The title for Amir Bar-Lev’s well-researched, deeply moving documentary about Pat Tillman is just fine as it is, since the “story” part of The Tillman Story refers in part to the attempts to turn the “friendly fire” death of the former NFL star and Army ranger into pro-enlistment myth-making. But one of Bar-Lev’s earlier titles would’ve been just as good: I’m Pat _______ Tillman. That title alluded to Tillman’s reported last words: “I’m Pat fucking Tillman!,” shouted repeatedly from the hilltop toward his overheated comrades, roughly 40 yards away. The old title also references the 3,000-word report the Tillman family received from the military, which had so many names and places redacted that it took years for the Tillmans to fill in the blanks and find out exactly how they’d been lied to. Mostly though, the old title, like the new one, speaks to the way people on both the left and the right (but mostly the right) have tried to project their own beliefs onto a man who kept his close to the vest.

Bar-Lev (who previously made the excellent My Kid Could Paint That) employs the conventional documentary format of talking heads, file footage, and insert shots, but he assembles it skillfully, presenting the Tillman The Patriot narrative first, then going back to show a more complicated man, whose real reasons for abandoning his lucrative football career to enlist in the military have never been fully revealed. Along the way, Bar-Lev blasts the media for merely parroting what the authorities tell them, and effectively accuses a succession of investigative bodies of entering outright, obvious lies into the public record. Most of the material in this movie has been seen, heard, or read before, but never with this level of useful illustration. For example, words can’t properly describe the rousing footage of Tillman’s younger brother speaking at Pat’s memorial service.
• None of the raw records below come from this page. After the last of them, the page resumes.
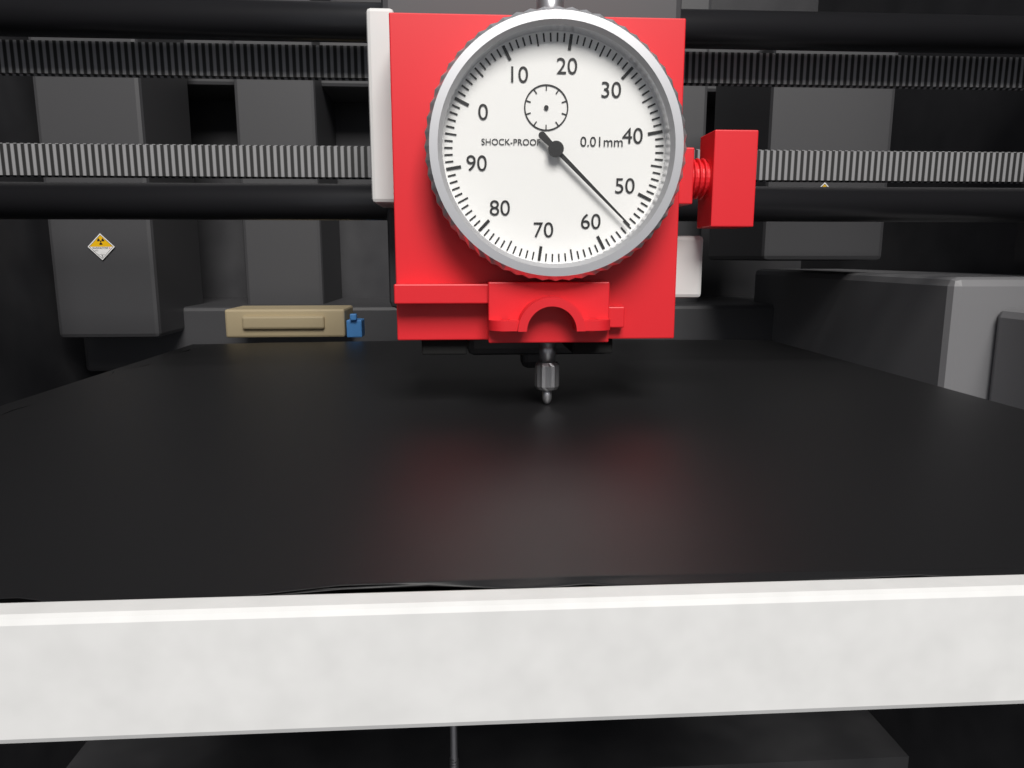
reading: 55 0.01mm
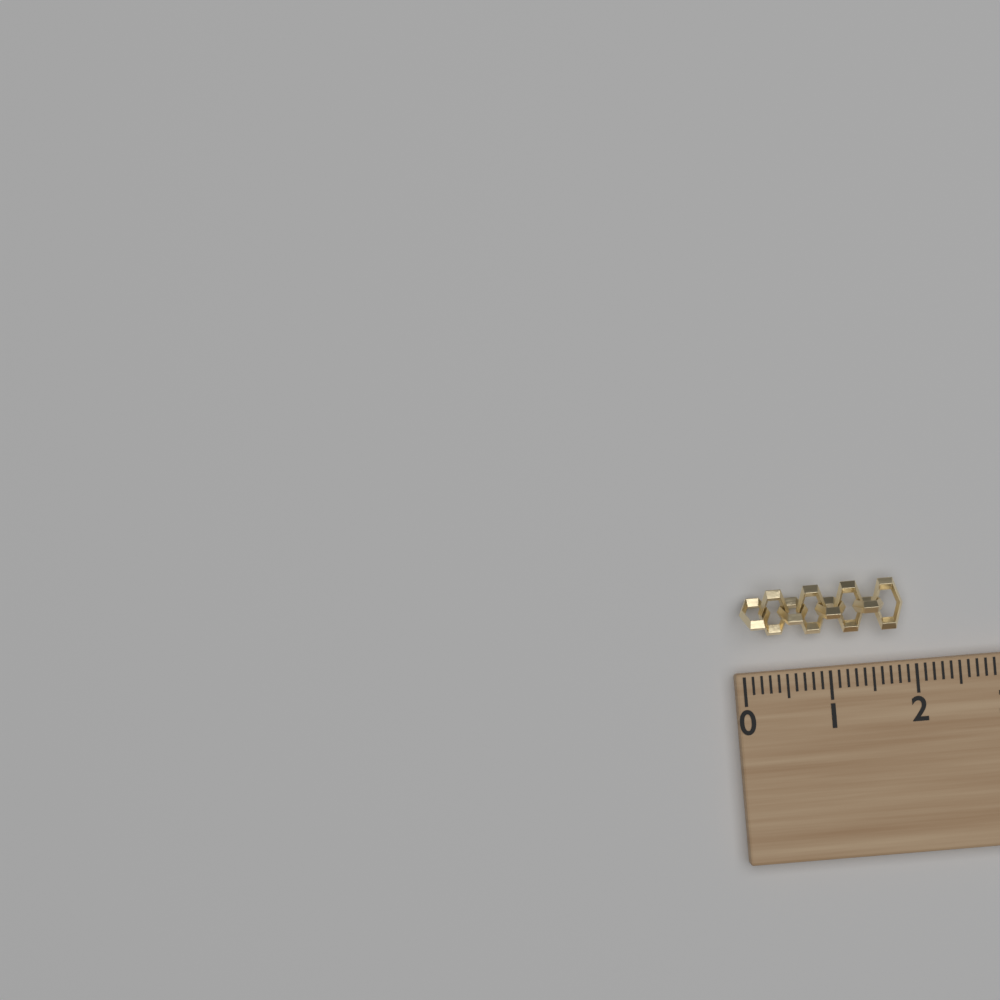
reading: 1.9 (no unit)
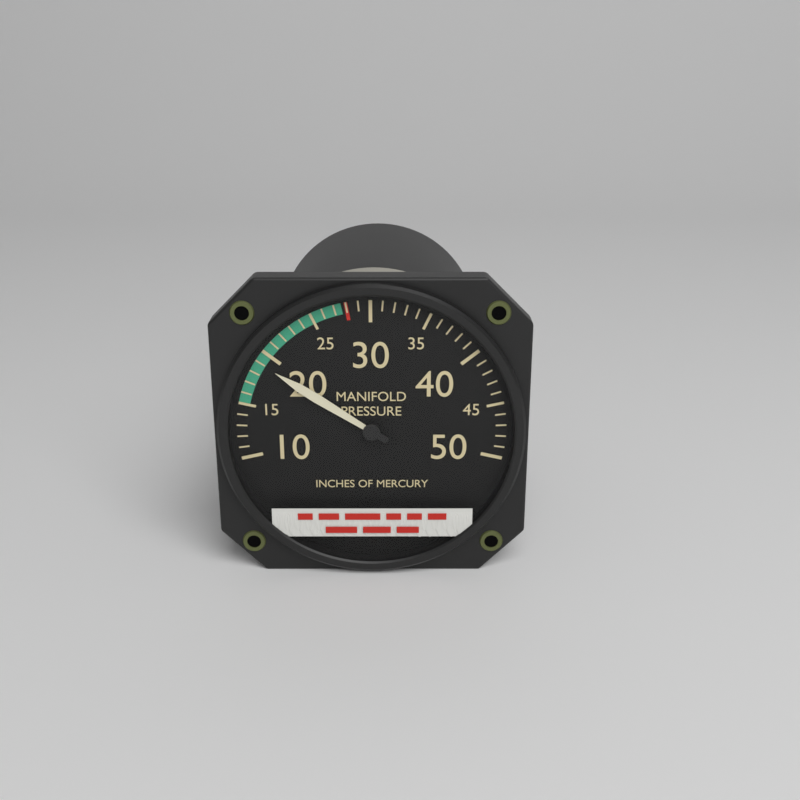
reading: 19 inHg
After John McCain and other political and military leaders spoke about Pat being in “a better place,” the younger Tillman took the stage with a pint of ale, thanked everyone for coming, then said, “By the way, Pat isn’t with God, he’s fuckin’ dead. He wasn’t religious.” In the propaganda-filled realms of politics, sports, and the military, that kind of no-bullshit-allowed truth feels cathartic. No wonder the Tillman family has spent much of the last 10 years fighting for it.